Dana Stroul, the deputy assistant secretary of defense for the Middle East during the Biden administration, told the Washington Examiner: “This is a misguided idea that will lead to more war and instability. Trump wants a quick fix for disarming Hezbollah, and is losing confidence in the Lebanese army and Beirut government. Syrian President al Sharaa has made clear repeatedly that he has no intention of sending Syria’s forces into its neighbor’s territory, because he understands the risks to Syria’s recovery and to the prospect of a renewed civil war in Lebanon.”
Trump, in those remarks, put pressure on Israel for civilian casualties in Lebanon without commenting on Hezbollah’s continued attacks on Israeli troops and in northern Israel. The 2024 Israel-Hezbollah ceasefire included a provision calling for Hezbollah to move fighters and weapons north of the Litani River, which runs parallel to the Israel-Lebanon border, and would create what would be a roughly 20-mile buffer zone, but Hezbollah has not complied, and the Lebanese Armed Forces have been unable to do so through force.
Hezbollah broke the ceasefire to restart attacks on Israel during the start of the Iran war, and Israel retaliated with a ground invasion to further degrade Hezbollah. The continued Israeli strikes in response to Hezbollah attacks, which could incur an Iranian response as well, threaten to derail the deal that the president has sought for months.
The president’s comments, even without al-Sharaa’s support, highlight the changes that have come to the region in recent years. Former Syrian dictator Bashar Assad was a close ally of both Iran and Hezbollah, and Assad allowed his country to be used as a land bridge, along with Iraq, to allow for the transportation of personnel, weapons, and more all the way from Lebanon to Iran.

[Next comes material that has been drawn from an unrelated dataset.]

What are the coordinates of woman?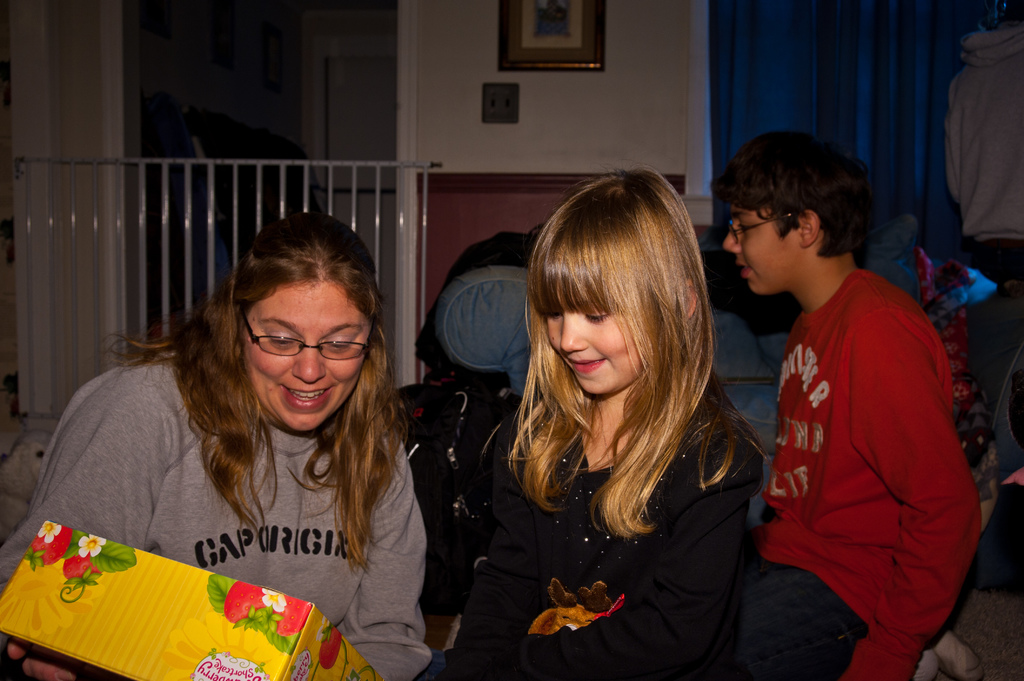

Given their strong ties, Hezbollah came to Assad’s defense during the Syrian civil war, though they didn’t come to aid as his regime collapsed in December 2024, though they had already been at war with Israel at that time.
“Trump needs to revisit recent history when Iran directed Lebanese Hezbollah fighters into Syria to protect the Bashar Al-Assad regime. Hezbollah and Iran inflicted terrible atrocities on the Syrian people, which the region has not forgotten. Now, with new leadership in Damascus that overthrew the Iran-backed Assad, the notion of deploying Sunni fighters from the new Syrian government into Lebanon to disarm a Shia terrorist group risks reigniting sectarian bloodletting, exposes the United States to accusations of orchestrating violations of Syrian and Lebanese sovereignty, and puts at risk the very Syrian stability that is the goal of US policy,” added Stroul, who recently published an essay in Foreign Affairs about the new landscape in the region.
Trump’s comments also illuminate his growing frustration with Israeli Prime Minister Benjamin Netanyahu and the way the Israeli military is conducting operations against Hezbollah, even as the Iranian proxy continues to attempt to carry out attacks on northern Israel or against Israeli troops in Lebanon.
“Israel is fighting Hezbollah too long and too many people are being killed,” Trump said Tuesday. “And you don’t have to knock down an apartment house every time you’re looking for somebody. Because there are a lot of people in those apartment houses. And they’re not all Hezbollah, that I can tell you.”
Stroul warned that Trump’s “more critical” rhetoric toward Israel compared to Hezbollah and Iran “will result in an emboldened Hezbollah and a refreshed Axis of Resistance across the Middle East.”
Iran has demanded that an agreement to end the U.S.-Iran war has to include an end to the Israel-Hezbollah war in Lebanon, but a senior U.S. administration official told reporters on Monday: “It will not be a one-way ceasefire, meaning that if Iran is not able to control Hezbollah, and if they attack Israeli positions or Israeli towns, Israel will have the right to defend themselves and respond.”